Julian Baggini

Julian Baggini
Julian Bagginiis a British philosopher, and the author of several books about philosophy written for a general audience. He wrote The Pig that Wants to be Eaten and 99 other thought experiments and is co-founder and editor-in-chief of The Philosophers' Magazine...
NationalityBritish
ProfessionAuthor
philosophy appreciate done
If philosophy is to be a valuable part of life, we have to appreciate it for its own sake, and not just for what it's done for us lately.
affordable looking-down ifs
If we now find ourselves looking down on the cheap and convenient, it is only because we now have better things which are affordable.
emotion morality unlikely
Indeed, without emotion it seems unlikely we can even have morality.
law morality citizenship
It is true that legality is not morality, and sticking to the law is necessary for good citizenship, but it is not sufficient.
important may golden
It may not have the virtuous ring of the golden rule, but the maxim 'never say never' is one of the most important in ethics.
impact matter natural
Right and wrong are not simply matters of evolutionary impacts and what is natural.
leftovers bothered knows
It's not leftovers that are wasteful, but those who either don't know what to do with them or can't be bothered.
satisfaction might flourishing
Happiness is not the same as life satisfaction, while neither are identical to what we might call flourishing.
broken needs might
Rules matter, and to be rules they need to be universal in form: always do this, never do that.
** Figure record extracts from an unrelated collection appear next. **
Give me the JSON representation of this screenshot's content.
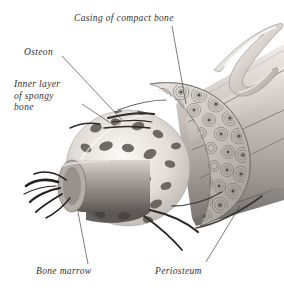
{
  "figure": {
    "style": "grayscale pencil and wash anatomical drawing",
    "background_color": "#ffffff",
    "label_color": "#33302f",
    "leader_line_color": "#4a4745",
    "width": 284,
    "height": 298
  },
  "labels": {
    "casing": "Casing of compact bone",
    "osteon": "Osteon",
    "inner_layer_line1": "Inner layer",
    "inner_layer_line2": "of spongy",
    "inner_layer_line3": "bone",
    "bone_marrow": "Bone marrow",
    "periosteum": "Periosteum"
  },
  "structures": [
    {
      "name": "compact-bone-casing",
      "label": "Casing of compact bone",
      "description": "Dense outer cortical shell ringing the cut end"
    },
    {
      "name": "osteon",
      "label": "Osteon",
      "description": "Concentric lamellar rings with central Haversian canal"
    },
    {
      "name": "spongy-bone",
      "label": "Inner layer of spongy bone",
      "description": "Trabecular lattice with irregular dark cavities"
    },
    {
      "name": "bone-marrow",
      "label": "Bone marrow",
      "description": "Cylindrical marrow core exposed at the sectioned end"
    },
    {
      "name": "periosteum",
      "label": "Periosteum",
      "description": "Fibrous membrane peeled back along the shaft"
    }
  ],
  "palette": {
    "bone_light": "#f2efec",
    "bone_mid": "#c9c4bf",
    "bone_shadow": "#8e8884",
    "cavity_dark": "#5f5a57",
    "marrow_gray": "#a39d98",
    "vessel_dark": "#2b2826",
    "membrane_highlight": "#ffffff"
  }
}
But it is foolish to rule out in advance the possibility that an occasion might arise when normal rules just don't apply. Rules are not there to be broken, but sometimes break them we must.
atheist feel-better giving
The reason to be an atheist is not that it makes us feel better or gives us a more rewarding life. The reason to be an atheist is simply that there is no God and we would prefer to live in full recognition of that, accepting the consequences, even if it makes us less happy.
pain motivation animal
The simplest and clearest motivation for taking animal welfare seriously is the recognition that pain is in and of itself a bad thing, and that to inflict significant amounts of it unnecessarily is wrong.
believe games use
Traditional arguments for the existence of God and contemporary attempts to use fine-tuning and cosmology to back up the case for his existence always strike me as kinds of games, since hardly anyone believes on the basis of these arguments at all.
loyalty practice benefits
True virtue would never liken its rewards to points on a loyalty card, not because it is its own reward, but because it is not something we should practice to accrue future benefits.
doubt firsts questioning
The very act of questioning whether you exist proves you do, because you must be there for the doubt to be entertained in the first place.